Wes Streeting, widely seen as a leadership hopeful, is expected to meet Starmer as senior figures look for a way to contain the damage. Publicly, Streeting has kept clear of anything that would distract from the King’s Speech, but his position matters because the argument over Starmer is now inseparable from questions about who can hold Labour together after the local-election rout. Other senior figures, including Jess Phillips, David Lammy, Pat McFadden and Shabana Mahmood, have been drawn into the wider turbulence as the Cabinet attempts to project control.

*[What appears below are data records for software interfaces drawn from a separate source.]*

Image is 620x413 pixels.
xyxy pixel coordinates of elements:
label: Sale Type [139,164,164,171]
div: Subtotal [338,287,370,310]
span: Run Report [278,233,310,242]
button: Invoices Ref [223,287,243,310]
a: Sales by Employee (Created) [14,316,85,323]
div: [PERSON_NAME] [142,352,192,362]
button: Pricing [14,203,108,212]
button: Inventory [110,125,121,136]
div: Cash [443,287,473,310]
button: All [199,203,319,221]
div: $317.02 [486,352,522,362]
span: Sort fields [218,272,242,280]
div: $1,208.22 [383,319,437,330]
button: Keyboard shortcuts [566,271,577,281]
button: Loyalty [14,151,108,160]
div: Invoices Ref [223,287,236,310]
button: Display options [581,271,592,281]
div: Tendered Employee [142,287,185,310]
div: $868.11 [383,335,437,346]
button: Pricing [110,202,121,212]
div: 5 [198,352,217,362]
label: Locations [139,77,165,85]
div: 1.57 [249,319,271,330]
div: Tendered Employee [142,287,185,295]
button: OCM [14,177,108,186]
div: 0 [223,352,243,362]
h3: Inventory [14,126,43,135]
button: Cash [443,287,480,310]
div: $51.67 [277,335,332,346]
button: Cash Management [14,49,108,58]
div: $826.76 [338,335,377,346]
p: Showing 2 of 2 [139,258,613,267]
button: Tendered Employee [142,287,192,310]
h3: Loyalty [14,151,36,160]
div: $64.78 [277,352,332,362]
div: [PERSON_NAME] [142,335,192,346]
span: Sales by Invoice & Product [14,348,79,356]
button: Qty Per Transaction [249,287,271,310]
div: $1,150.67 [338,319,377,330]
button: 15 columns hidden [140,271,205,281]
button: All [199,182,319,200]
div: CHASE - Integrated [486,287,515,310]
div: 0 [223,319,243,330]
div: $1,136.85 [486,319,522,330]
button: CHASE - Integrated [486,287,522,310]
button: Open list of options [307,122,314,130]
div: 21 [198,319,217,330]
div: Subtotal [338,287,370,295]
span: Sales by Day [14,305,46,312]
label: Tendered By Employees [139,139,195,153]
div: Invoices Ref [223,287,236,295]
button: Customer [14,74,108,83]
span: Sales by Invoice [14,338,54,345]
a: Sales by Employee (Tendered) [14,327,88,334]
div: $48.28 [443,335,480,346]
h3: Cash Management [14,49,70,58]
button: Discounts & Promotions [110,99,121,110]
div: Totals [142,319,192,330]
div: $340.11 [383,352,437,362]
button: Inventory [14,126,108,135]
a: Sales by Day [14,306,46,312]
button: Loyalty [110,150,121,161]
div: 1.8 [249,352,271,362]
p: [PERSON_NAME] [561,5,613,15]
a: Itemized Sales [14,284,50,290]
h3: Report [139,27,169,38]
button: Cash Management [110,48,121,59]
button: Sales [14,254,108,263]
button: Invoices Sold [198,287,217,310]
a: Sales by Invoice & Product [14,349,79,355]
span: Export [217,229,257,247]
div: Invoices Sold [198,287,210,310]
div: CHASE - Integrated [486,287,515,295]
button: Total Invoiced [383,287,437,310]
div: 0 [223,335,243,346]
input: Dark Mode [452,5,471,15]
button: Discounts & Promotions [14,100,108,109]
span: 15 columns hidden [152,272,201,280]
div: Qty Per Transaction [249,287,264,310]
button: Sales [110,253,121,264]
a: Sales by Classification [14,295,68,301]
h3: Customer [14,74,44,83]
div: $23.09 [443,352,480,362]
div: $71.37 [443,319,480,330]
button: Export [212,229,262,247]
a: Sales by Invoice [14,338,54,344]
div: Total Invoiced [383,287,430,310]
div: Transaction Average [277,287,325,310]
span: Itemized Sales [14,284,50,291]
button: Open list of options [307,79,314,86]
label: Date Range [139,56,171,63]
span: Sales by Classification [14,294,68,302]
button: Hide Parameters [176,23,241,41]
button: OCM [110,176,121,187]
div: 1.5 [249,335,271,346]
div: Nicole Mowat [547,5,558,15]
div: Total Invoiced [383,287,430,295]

The unrest has also been deepened by the fallout from the Peter Mandelson appointment scandal and by Streeting’s own NHS overhaul, which has become politically entangled with the Prime Minister’s authority. On 13 March 2025, Streeting set out plans to abolish NHS England, describing it as the “final nail in the coffin” of the body. He later told Parliament on 12 November 2025 that NHS England would be abolished by March 2027, with about 18,000 posts to go and more than £1 billion a year in savings targeted by the end of the Parliament, after saying the size of the NHS centre had more than doubled since 2010.

For Starmer, the question is no longer simply whether Labour can absorb a bad set of local results. It is whether a governing coalition built on discipline, competence and message control can survive when MPs are counting the numbers against their own leader before Parliament has even begun its new session.